Kreiling, supra, at 479-80 (footnotes omitted).

.There remain (a) the “gender bias” argument advanced by the state and (b) the issue of whether to admit evidence that defendant's profile was the only one found in the BCA database that matched the DNA profile of the unknown suspect.

(a) In its petition for rehearing in the trial court, the state for the first time claimed that exclusion of the random match probability constitutes "gender bias" because in a large majority of the cases in which DNA evidence is used the victims are women. The trial court did not address the issue. The state raised the issue in its brief, arguing emotionally, "The time has come to stop settling the rights of defendants on the backs of female victims of sexual violence.” However, we note that the state’s attorney did not argue the issue in oral argument. Suffice it to say, our decisions governing the presentation of expert opinion testimony based on DNA identification techniques are equally applicable in all criminal cases regardless of the gender of the victims or the defendants, and we have no difficulty in rejecting this argument.
(b) The trial court's order permits the state to present evidence that defendant’s profile was the only one in the BCA database that matched the DNA of the unknown semen. While there may be merit in informing the jury that a search of a database containing defendant's DNA and the DNA of a number of other people led to the discovery of a preliminary "match” and to the state's focusing on defendant as a suspect, we see no need to inform the jury of the fact that the database is the BCA’s database of sex offenders.

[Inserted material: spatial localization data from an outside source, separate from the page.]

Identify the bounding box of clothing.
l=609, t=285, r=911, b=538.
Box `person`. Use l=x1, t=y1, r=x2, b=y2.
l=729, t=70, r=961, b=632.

. In exercising its discretion under Rule 403, the trial court should assure itself that the defendant has had adequate notice of the state's intended use of the evidence; that the state has taken all reasonable steps to preserve the bodily samples so that a defense expert may, if the defense so chooses, subject the evidence to independent analysis; and that any indigent defendant has reasonable access to expert support at public expense.

. The content of cautionary instructions must develop on a case-by-case basis.